Around Mallacoota in eastern Victoria, a group is propagating wild yam daisies in their backyards to see if it would be one day possible to grow them on a larger scale.

Central to the future, however, is the protection of the sites that still exist. Builth believes there could be more sites in Australia that are just as significant as the eel traps at Lake Condah. In north-western Victoria, the Mallee Catchment Management Authority is working with farmers and other landholders to educate them on how to look out for signs of Aboriginal agriculture, such as living sites and artefacts, to protect Indigenous history on their land.

Bruce Pascoe says he would like far more archaeological work done in Australia to document and protect our Indigenous past and recognise what was lost when Europeans arrived.

‘The gathering stories have taken over somewhat from the farming stories because gathering was all that was left for people once the land was taken away,’ he says.

‘You couldn’t do broad acre agricultural activities once the land had been taken from you.’"

Rethinking Indigenous Australia's agricultural past - Bush Telegraph - ABC Radio National (Australian Broadcasting Corporation)
 
Sobre este tema sale una referencias en el libro de Jared Diamond, "Armas, genes y acero". De todas maneras para que surja una civilizacion se necesita domesticar una especie que produzca semilllas que se puedan almacenar.
 
No me lo creo:

australian+aboriginal+man.jpg
 
Por cierto, este es el citado Bruce Pascoe , un "indigenous writer" (más bien mestizo) de piel bastante clarita:

Pascoe-Bruce-high-res2.jpg


bruce-pascoe-photo.jpg
 
Sobre este tema sale una referencias en el libro de Jared Diamond, "Armas, genes y acero". De todas maneras para que surja una civilizacion se necesita domesticar una especie que produzca semilllas que se puedan almacenar.

Cito del artículo:

"'But as I read these early journals, I came across repeated references to people building dams and wells, planting, irrigating and harvesting seed, preserving the surplus and storing it in houses, sheds or secure vessels ... and manipulating the landscape.'"
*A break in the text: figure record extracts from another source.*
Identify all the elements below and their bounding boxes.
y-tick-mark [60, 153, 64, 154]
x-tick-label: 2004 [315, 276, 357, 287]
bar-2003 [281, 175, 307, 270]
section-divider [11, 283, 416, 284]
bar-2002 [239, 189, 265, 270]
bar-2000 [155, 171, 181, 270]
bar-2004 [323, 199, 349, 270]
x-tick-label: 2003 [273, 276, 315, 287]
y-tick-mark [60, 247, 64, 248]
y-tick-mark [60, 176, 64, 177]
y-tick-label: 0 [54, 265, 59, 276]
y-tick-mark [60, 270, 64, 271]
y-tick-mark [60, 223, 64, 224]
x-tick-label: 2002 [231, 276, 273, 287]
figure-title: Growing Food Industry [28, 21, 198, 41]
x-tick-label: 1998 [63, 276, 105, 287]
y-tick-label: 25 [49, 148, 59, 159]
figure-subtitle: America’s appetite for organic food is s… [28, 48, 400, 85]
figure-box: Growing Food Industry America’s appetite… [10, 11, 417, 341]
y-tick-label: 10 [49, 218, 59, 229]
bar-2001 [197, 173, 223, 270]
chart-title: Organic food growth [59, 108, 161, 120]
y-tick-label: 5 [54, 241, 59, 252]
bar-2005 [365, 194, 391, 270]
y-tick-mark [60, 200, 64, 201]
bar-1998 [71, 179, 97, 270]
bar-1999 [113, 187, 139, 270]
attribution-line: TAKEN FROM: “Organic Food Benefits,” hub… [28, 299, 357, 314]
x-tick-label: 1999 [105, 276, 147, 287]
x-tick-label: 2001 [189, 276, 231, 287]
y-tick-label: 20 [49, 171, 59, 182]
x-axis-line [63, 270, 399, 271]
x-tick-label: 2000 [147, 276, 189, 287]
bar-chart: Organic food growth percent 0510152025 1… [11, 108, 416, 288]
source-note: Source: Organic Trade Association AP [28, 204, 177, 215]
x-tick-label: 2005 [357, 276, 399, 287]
Yo, como digo, no me lo acabo de creer. Pero ahí está lo que piensan algunos. Y es cierto que una buena parte de las culturas indígenas de las áreas más pobladas desaparecieron durante la colonización antes incluso de que llegasen los europeos físicamente, por el esparcimiento de las enfermedades que aniquilaron clanes enteros. Visto eso, entra dentro de lo posible que los antropólogos de finales del siglo XIX, que empezaron a realizar estudios científicos de las culturas indígenas, se hayan perdido cosas y lo que nos haya llegado más o menos puro hayan sido las tribus más primitivas.

Puesto que desierto=paleolítico=baja densidad de población y pocos incentivos para la colonización. Es decir, menos enfermedades y menos conflicto con los colonos, que equivale a una mayor preservación.